My speech to the City Council on “A Collaborative and New Approach to Oppenheimer Park” motion

I oppose this motion because it prioritizes forced decampment and offers no concrete solutions to house the residents of the tent city.

What’s the main difference between the Oppenheimer Park tents and downtown condos? There are people living in the tents.

You can’t resolve Oppenheimer issue because the tent city is not the problem. It’s merely a symptom of a city that has lost its moral compass.

How else do you explain 25,000 empty homes in a city with 2,200 homeless?

There are enough empty homes to house the homeless 10x over. And more.

But instead of finding urgent action to help the homeless, you have decided to find ways for “urgent decampment” – very fancy way of saying throwing the people out into the streets.

Please don’t treat the people in those tents as if they were rubbish to be cleared away to make our parks look nice. Please don’t treat the homeless as untermenschen.

We must recognize that the homeless are human beings. Treat them as human beings: with respect. With dignity. With compassion.

Most of us working class folks in Vancouver are one layoff away from homelessness. Most seniors are one renoviction away from finding themselves on the streets.

Nearly 40% of Vancouver’s homeless are indigenous. Do you really want to displace again the survivors of displacement and transgenerational trauma?

Instead of prioritizing “decampment”, I urge you to acknowledge that the Oppenheimer Park, and homelessness in Vancouver in general, is a humanitarian crisis that requires immediate action above and beyond what has been done until now.

I ask you to direct staff to work with partners and consult with Oppenheimer Park residents about an accessible alternate site that ensures health and safety, access to services and supports, and is acceptable and appropriate for people currently living in Oppenheimer Park, including access to a community kitchen, electricity, funding for peer support, storage facilities, 24-hour sanitation facilities with running water, and a warming tent in Oppenheimer Park or other indoor site near downtown eastside services.

I implore you to direct city officials to attend weekly resident led safety meetings and that the City encourage representatives of other jurisdictions including VPD staff and the Park Board to do this too.

I urge you to convene emergency homelessness task force meetings of elected Federal, Provincial, City, Park Board members, and invite the Union of BC Indian Chiefs and people who are homeless and their representatives, to make short and longer term plans to ensure that all currently unsheltered people without homes have a place to be safe and warm for the winter and to get proper housing as soon as possible.

The work of the emergency homelessness task force should include:

i. Providing new housing options for Oppenheimer park residents and other unsheltered people who are homeless, and/or buying or leasing one or more hotels while ensuring appropriate housing for women and for Indigenous women and children, until proper housing can be built;

ii. Securing land and government funding for modular homes, social and co-op housing to drastically reduce homelessness in Vancouver.

iii. Converting empty homes in Vancouver into affordable rentals.

Please note: My this speech incorporated verbatim parts of Jean Swanson’s motion Emergency Action to Support Vancouver’s Homeless People, Including Those in Oppenheimer Park, after that motion was killed by Mayor Kennedy Stewart.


→ WHAT IS NEEDED: Print, word for word, the opening line of the data below and every line after it through the line that contains "Image is 644x310 pixels.", but not the pictures.

Interface dataset entries:
----

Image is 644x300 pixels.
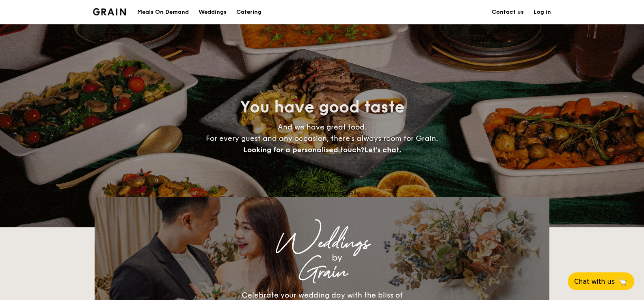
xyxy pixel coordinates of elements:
span: 🦙 [618,277,628,286]
div: by [196,251,478,265]
button: Chat with us🦙 [567,273,634,291]
div: Grain [166,265,478,280]
div: Loading menus magically... [94,189,549,197]
span: Chat with us [574,278,615,286]
div: Weddings [166,236,478,251]
a: Logotype [93,8,126,15]
img: Grain [93,8,126,15]
span: Let's chat. [364,145,401,154]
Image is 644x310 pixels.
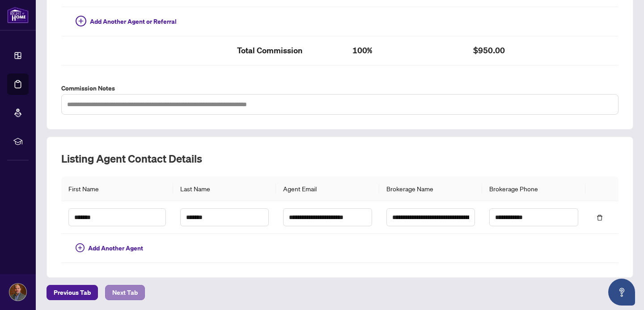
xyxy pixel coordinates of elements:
span: delete [597,214,603,221]
label: Commission Notes [61,83,619,93]
h2: Listing Agent Contact Details [61,151,619,165]
img: Profile Icon [9,283,27,300]
h2: $950.00 [473,43,575,58]
h2: Total Commission [237,43,339,58]
button: Add Another Agent [68,241,150,255]
button: Add Another Agent or Referral [68,15,184,29]
th: Brokerage Name [379,176,483,201]
h2: 100% [352,43,459,58]
span: Add Another Agent or Referral [89,17,177,27]
th: Brokerage Phone [483,176,585,201]
span: Add Another Agent [89,243,143,253]
span: plus-circle [76,16,87,27]
img: logo [7,6,29,23]
button: Next Tab [105,284,145,300]
span: Next Tab [113,285,137,299]
button: Open asap [609,279,636,305]
th: Agent Email [276,176,379,201]
button: Previous Tab [46,284,98,300]
th: First Name [61,176,173,201]
span: plus-circle [76,243,85,252]
span: Previous Tab [54,285,90,299]
th: Last Name [173,176,276,201]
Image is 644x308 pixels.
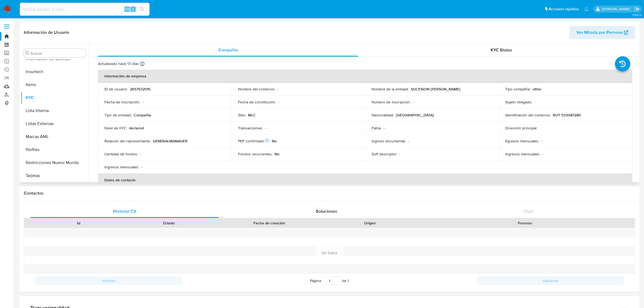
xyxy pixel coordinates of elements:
p: other [532,86,541,92]
input: Buscar [31,51,84,56]
div: Fecha de creación [217,220,321,225]
th: Información de empresa [98,69,632,83]
p: - [534,100,535,104]
span: 1 [348,278,349,283]
p: Identificación del comercio : [505,113,551,117]
p: ID de usuario : [104,86,127,92]
button: Tarjetas [21,169,89,182]
span: KYC Status [491,47,512,53]
p: Dirección principal : [505,126,537,130]
p: Actualizado hace 13 días [98,61,139,66]
p: - [413,100,413,104]
p: PEP confirmado : [238,139,270,144]
button: KYC [21,91,89,104]
button: Marcas AML [21,130,89,143]
p: Fatca : [372,126,381,130]
button: Siguiente [477,276,624,285]
p: No [275,151,279,157]
p: - [541,139,542,144]
p: GENERALMANAGER [153,139,187,144]
button: Buscar [25,51,29,56]
div: Id [37,220,120,225]
p: Relación del representante : [104,139,150,144]
p: Fecha de constitución : [238,100,276,104]
h1: Contactos [24,191,636,196]
p: - [542,151,543,157]
button: Lista Interna [21,104,89,117]
span: Historial CX [113,208,137,215]
a: Notificaciones [584,7,588,12]
button: Insurtech [21,65,89,78]
p: - [400,151,400,157]
a: Salir [634,6,640,12]
p: paloma.falcondesoto@mercadolibre.cl [602,6,632,12]
button: Listas Externas [21,117,89,130]
div: Estado [127,220,210,225]
p: Ingresos mensuales : [505,151,540,157]
input: Buscar usuario o caso... [20,5,150,12]
span: s [132,6,134,12]
p: - [142,100,143,104]
p: MLC [248,113,256,117]
p: - [408,139,409,144]
p: - [265,126,266,130]
p: Soft descriptor : [372,151,397,157]
p: Nivel de KYC : [104,126,126,130]
h1: Información de Usuario [24,30,69,36]
p: Tipo de entidad : [104,113,131,117]
p: Número de inscripción : [372,100,410,104]
p: Nacionalidad : [372,113,394,117]
p: Cantidad de fondos : [104,151,138,157]
th: Datos de contacto [98,174,632,187]
button: search-icon [137,5,147,13]
p: No [271,139,277,144]
span: Ver Mirada por Persona [576,26,622,39]
p: Ingreso documental : [372,139,406,144]
button: Perfiles [21,143,89,156]
p: - [141,164,142,169]
p: [GEOGRAPHIC_DATA] [396,113,433,117]
button: Ver Mirada por Persona [569,26,636,39]
button: Restricciones Nuevo Mundo [21,156,89,169]
p: SUCESION [PERSON_NAME] [411,86,460,92]
p: Compañia [133,113,151,117]
p: - [140,151,141,157]
p: - [277,86,278,92]
p: - [383,126,385,130]
p: RUT 533087280 [553,113,581,117]
button: Anterior [35,276,182,285]
p: Egresos mensuales : [505,139,539,144]
div: Origen [329,220,411,225]
p: Transacciones : [238,126,263,130]
p: - [278,100,279,104]
p: Nombre del comercio : [238,86,275,92]
p: Ingresos mensuales : [104,164,139,169]
span: Compañía [218,47,238,53]
span: Alt [125,6,130,12]
p: 2657532515 [130,86,150,92]
button: Items [21,78,89,91]
span: Página de [310,276,349,285]
p: Sitio : [238,113,246,117]
span: Chat [524,208,533,215]
p: declared [129,126,144,130]
p: Fecha de inscripción : [104,100,140,104]
p: Nombre de la entidad : [372,86,409,92]
p: Fondos recurrentes : [238,151,272,157]
div: Proceso [419,220,631,225]
p: Tipo compañía : [505,86,531,92]
span: Accesos rápidos [548,6,578,12]
p: Sujeto obligado : [505,100,532,104]
span: Soluciones [316,208,337,215]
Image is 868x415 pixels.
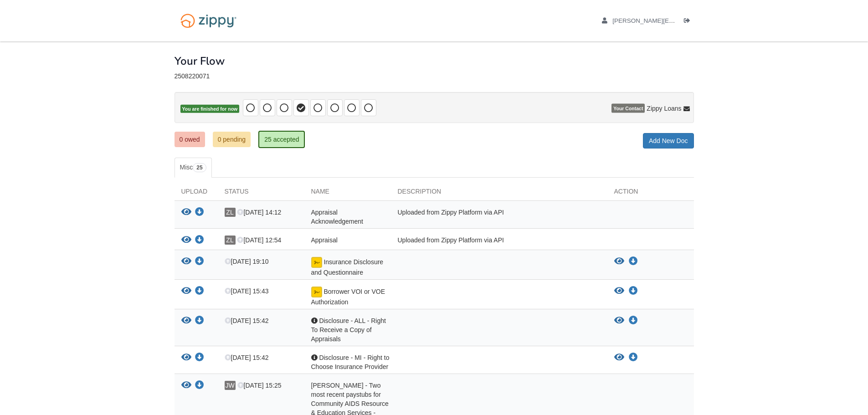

----

→ WRITTEN ANSWER:
Image is 644x300 pixels.
xyxy pixel coordinates of elements:
span: 🦙 [618,277,628,286]
div: by [196,251,478,265]
button: Chat with us🦙 [567,273,634,291]
div: Grain [166,265,478,280]
div: Loading menus magically... [94,189,549,197]
span: Chat with us [574,278,615,286]
div: Weddings [166,236,478,251]
a: Logotype [93,8,126,15]
img: Grain [93,8,126,15]
span: Let's chat. [364,145,401,154]
Image is 644x310 pixels.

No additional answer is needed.